Tuesday, September 20, 2016

Second time around

We named him Owen before he was born. Young warrior. Middle name of Jacob, after his great grandfather. He carries another middle name: Bauer, his mother's maiden name. German, to maintain his heritage.

There is no doubt that he was born blind. His eyes looked like they were blind. Pediatric glaucoma.

September 14, 2007. Second surgery for Owen, the boy who was born with cloudy eyes. On Tuesday, he had a tube shunt surgically implanted in his eye to regulate the pressure. He was born with glaucoma, and he would be blind if something drastic wasn't done. The surgery went well on Tuesday, but too much fluid drained from his eye, and the doctor needed to go back in and "reform the anterior chamber."

We rose once again in the pre-dawn hours, sneaking around the hotel room to get ready, careful not to wake our sleeping daughter. Our help, my wife's mother, was summoned from across the hall. She would stay in the hotel room to watch our daughter while we went to the hospital with the boy.

Here we go again. We gathered up our diaper bag, the stroller, and my young son with the tube in his swollen eye and headed down the quiet elevator to the deserted streets of Boston. We walked once again to the Mass Eye and Ear Infirmary. Past the Yawkey Pavillion, the parking garage, the bike rack. Hospital on the right. Through the big glass doors. No need to stop at the information desk - we knew to take the elevator up to the 8th floor to pediatric surgery. Slowly, the routine makes its way into your muscle memory, and you just know how to do it.

Floor number 8. Exit the elevator, push the call button and wait to be granted access to the floor. We check in at the desk, and are led once again to a hospital room where we change Owen into the world's smallest hospital gown. The thing is still huge on the boy; he's only 25 days old.

We wait.

The transportation guy arrives and takes my son and his mother down to surgery. Again, I've never made the trip, and I likely never will. Again, Dr. Walton takes the infant from my wife, and assures her that things will be fine and that it is best if she doesn't stay for the anesthesia. Calm, confident, simple. The doctor takes the boy, and my wife returns to the hospital room to look over the Charles River with me.

We head to the nurse's station, pick up a pager so they can contact us if needed (we know the routine), and head down to the cafeteria. Coffee, tea, maybe a snack. We share quiet conversation about everything and nothing.

Back to the room, and then surgery is done. Much less invasive, and things went well. Owen is retrieved by his mother, who nurses him in the surgical recovery area and then brings him back to the room.

His eye has been returned to its normal shape. Tube shunt in place. Discharged by nurses, we remove the world's smallest hospital gown. We are told to follow up with the doctor tomorrow. We walk back to the hotel, past the bike racks, parking garage, and the Yawkey Pavillion. Dinner in the hotel again, and then bedtime.

We visit Dr. Walton on Saturday morning, and things are looking good. Owen's eye is swollen, but it will get back to normal soon. Keep him healthy. Go ahead, check out of the hotel and head for home. See you next week.

Dr. Walton told us the day we met him that caring for Owen's eyes will be a marathon.

We're just getting started, but this is Owen, a young warrior.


> _Exercise directions_: Give back every entry in full, exactly as it reads.

> _Given data_:
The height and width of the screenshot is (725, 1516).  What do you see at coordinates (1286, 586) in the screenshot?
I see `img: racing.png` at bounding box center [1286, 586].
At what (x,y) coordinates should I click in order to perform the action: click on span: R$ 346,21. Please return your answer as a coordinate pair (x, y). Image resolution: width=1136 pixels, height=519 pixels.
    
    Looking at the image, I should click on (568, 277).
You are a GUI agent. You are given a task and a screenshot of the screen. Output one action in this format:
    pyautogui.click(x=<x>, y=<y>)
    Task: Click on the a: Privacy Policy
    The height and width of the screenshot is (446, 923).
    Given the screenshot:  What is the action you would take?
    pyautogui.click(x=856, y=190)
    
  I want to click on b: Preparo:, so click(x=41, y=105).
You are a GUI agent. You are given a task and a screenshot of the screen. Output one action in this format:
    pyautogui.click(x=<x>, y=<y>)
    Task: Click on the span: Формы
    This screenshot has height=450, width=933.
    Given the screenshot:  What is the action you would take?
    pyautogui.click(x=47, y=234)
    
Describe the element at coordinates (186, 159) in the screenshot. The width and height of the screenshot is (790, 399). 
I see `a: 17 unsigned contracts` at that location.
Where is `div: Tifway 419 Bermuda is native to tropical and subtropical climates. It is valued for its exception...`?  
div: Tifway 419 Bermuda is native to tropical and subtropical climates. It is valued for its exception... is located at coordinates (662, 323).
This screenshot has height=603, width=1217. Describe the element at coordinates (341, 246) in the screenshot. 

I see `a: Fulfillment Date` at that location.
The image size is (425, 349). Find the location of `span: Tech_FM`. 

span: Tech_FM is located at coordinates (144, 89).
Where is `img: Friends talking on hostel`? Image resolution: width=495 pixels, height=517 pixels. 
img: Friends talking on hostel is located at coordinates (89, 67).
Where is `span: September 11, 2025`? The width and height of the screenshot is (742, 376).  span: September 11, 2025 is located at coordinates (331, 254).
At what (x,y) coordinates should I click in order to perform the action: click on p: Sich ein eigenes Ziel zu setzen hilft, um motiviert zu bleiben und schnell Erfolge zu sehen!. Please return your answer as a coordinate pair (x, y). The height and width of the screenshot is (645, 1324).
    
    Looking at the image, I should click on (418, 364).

> _Response to this exercise_:
The height and width of the screenshot is (725, 1516).  What do you see at coordinates (1286, 586) in the screenshot?
I see `img: racing.png` at bounding box center [1286, 586].
At what (x,y) coordinates should I click in order to perform the action: click on span: R$ 346,21. Please return your answer as a coordinate pair (x, y). Image resolution: width=1136 pixels, height=519 pixels.
    
    Looking at the image, I should click on (568, 277).
You are a GUI agent. You are given a task and a screenshot of the screen. Output one action in this format:
    pyautogui.click(x=<x>, y=<y>)
    Task: Click on the a: Privacy Policy
    The height and width of the screenshot is (446, 923).
    Given the screenshot:  What is the action you would take?
    pyautogui.click(x=856, y=190)
    
  I want to click on b: Preparo:, so click(x=41, y=105).
You are a GUI agent. You are given a task and a screenshot of the screen. Output one action in this format:
    pyautogui.click(x=<x>, y=<y>)
    Task: Click on the span: Формы
    This screenshot has height=450, width=933.
    Given the screenshot:  What is the action you would take?
    pyautogui.click(x=47, y=234)
    
Describe the element at coordinates (186, 159) in the screenshot. The width and height of the screenshot is (790, 399). 
I see `a: 17 unsigned contracts` at that location.
Where is `div: Tifway 419 Bermuda is native to tropical and subtropical climates. It is valued for its exception...`?  
div: Tifway 419 Bermuda is native to tropical and subtropical climates. It is valued for its exception... is located at coordinates (662, 323).
This screenshot has height=603, width=1217. Describe the element at coordinates (341, 246) in the screenshot. 

I see `a: Fulfillment Date` at that location.
The image size is (425, 349). Find the location of `span: Tech_FM`. 

span: Tech_FM is located at coordinates (144, 89).
Where is `img: Friends talking on hostel`? Image resolution: width=495 pixels, height=517 pixels. 
img: Friends talking on hostel is located at coordinates (89, 67).
Where is `span: September 11, 2025`? The width and height of the screenshot is (742, 376).  span: September 11, 2025 is located at coordinates (331, 254).
At what (x,y) coordinates should I click in order to perform the action: click on p: Sich ein eigenes Ziel zu setzen hilft, um motiviert zu bleiben und schnell Erfolge zu sehen!. Please return your answer as a coordinate pair (x, y). The height and width of the screenshot is (645, 1324).
    
    Looking at the image, I should click on (418, 364).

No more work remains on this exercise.